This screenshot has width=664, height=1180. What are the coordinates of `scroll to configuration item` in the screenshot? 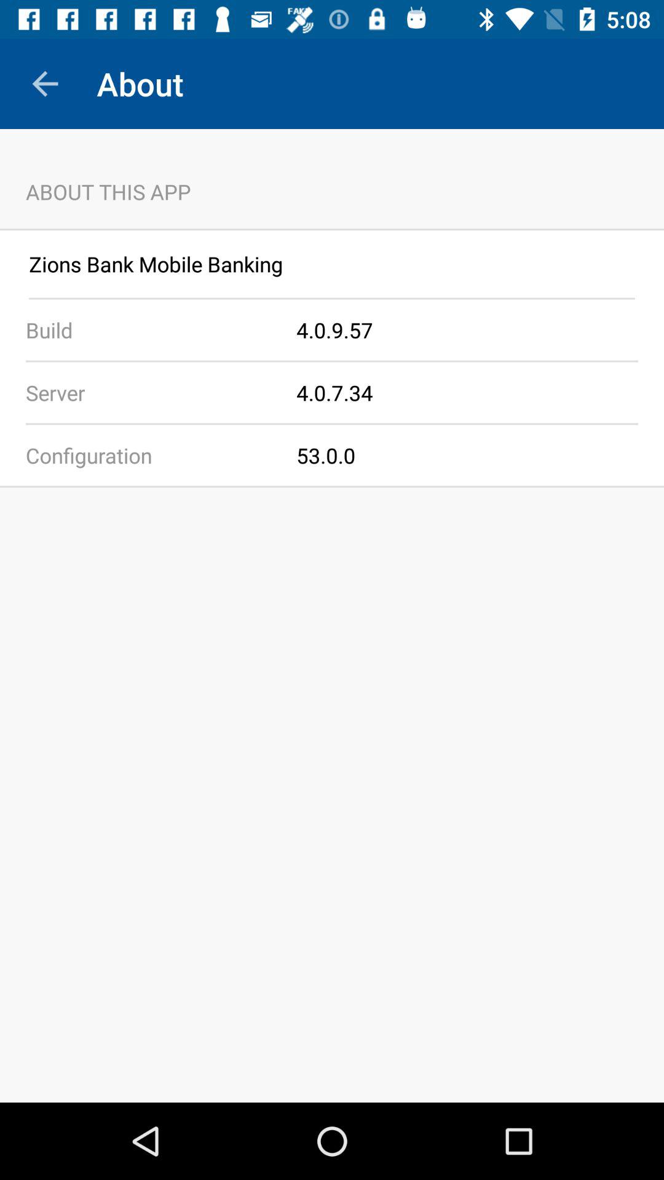 It's located at (148, 455).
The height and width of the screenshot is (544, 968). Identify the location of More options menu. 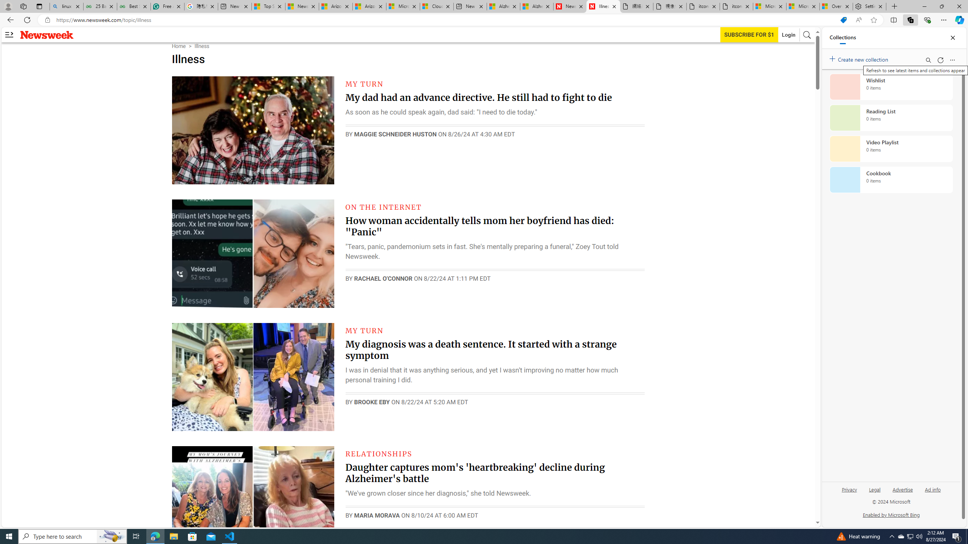
(952, 60).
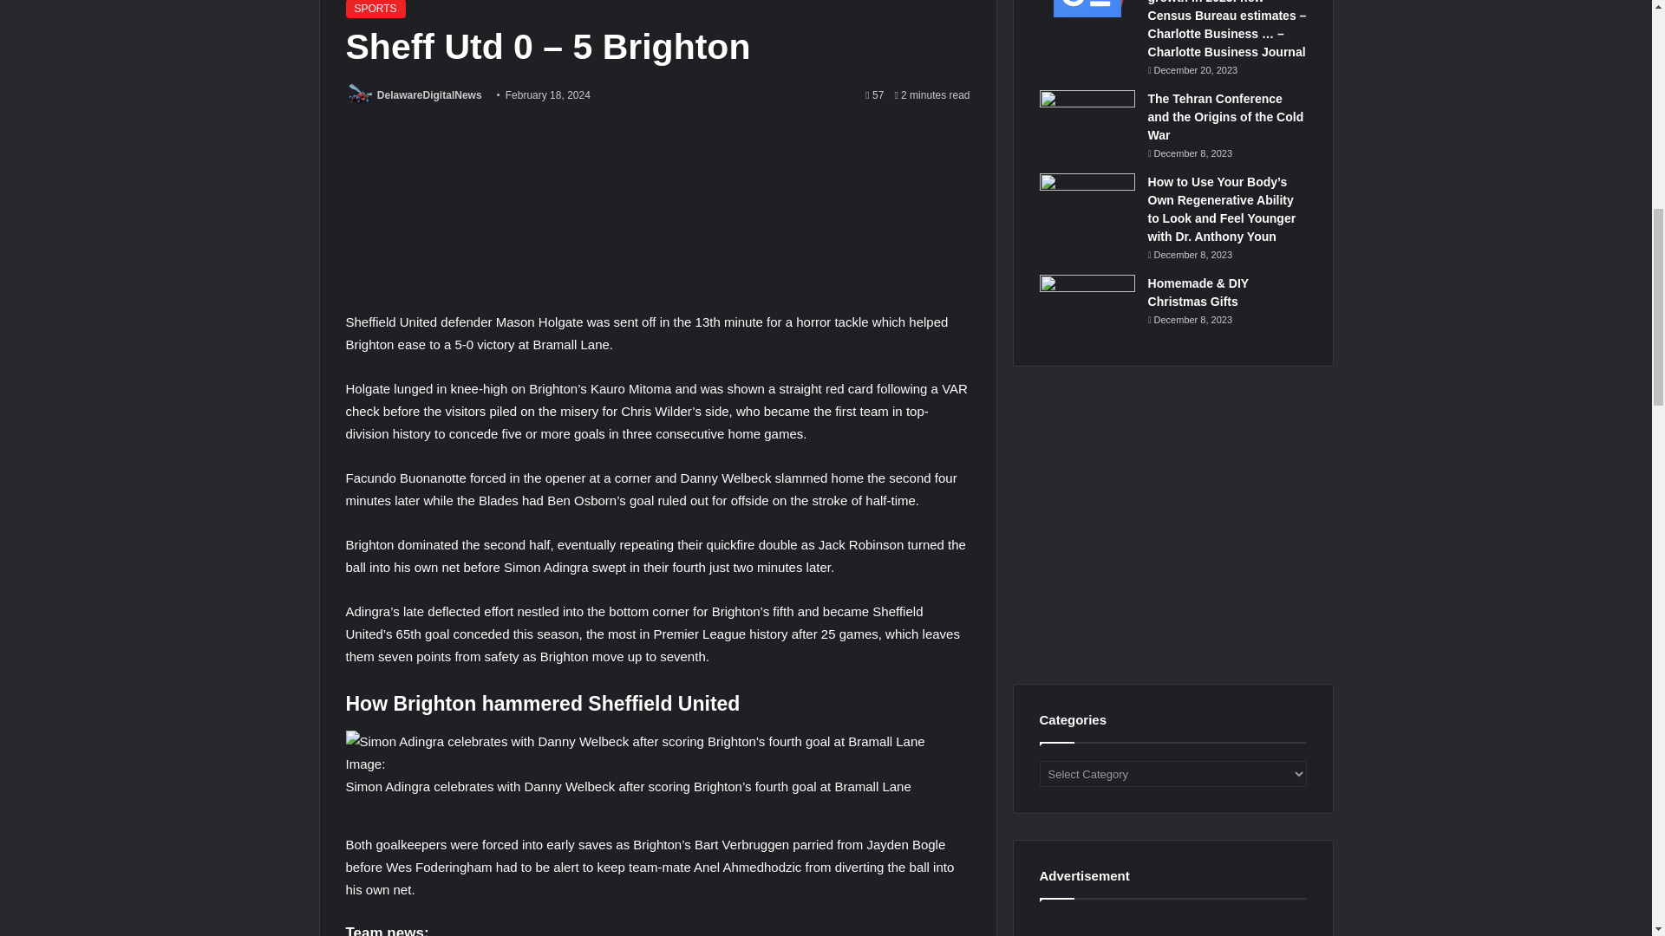  I want to click on DelawareDigitalNews, so click(430, 95).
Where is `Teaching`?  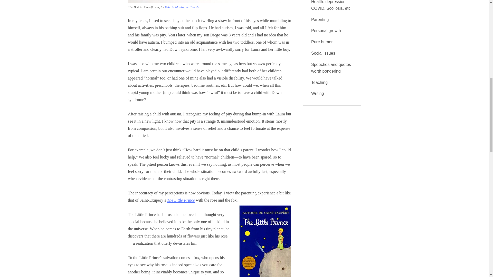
□ □ □ □ □ □ □
### Task prompt
Reproduce word for word the lines from the one containing "The height and" through the end of the data, both ends kept. Drop the pictures.

### Task answer
The height and width of the screenshot is (544, 968). Identify the location of More options menu. 
(952, 60).
  I want to click on DelawareDigitalNews, so click(430, 95).
Where is `Teaching`?  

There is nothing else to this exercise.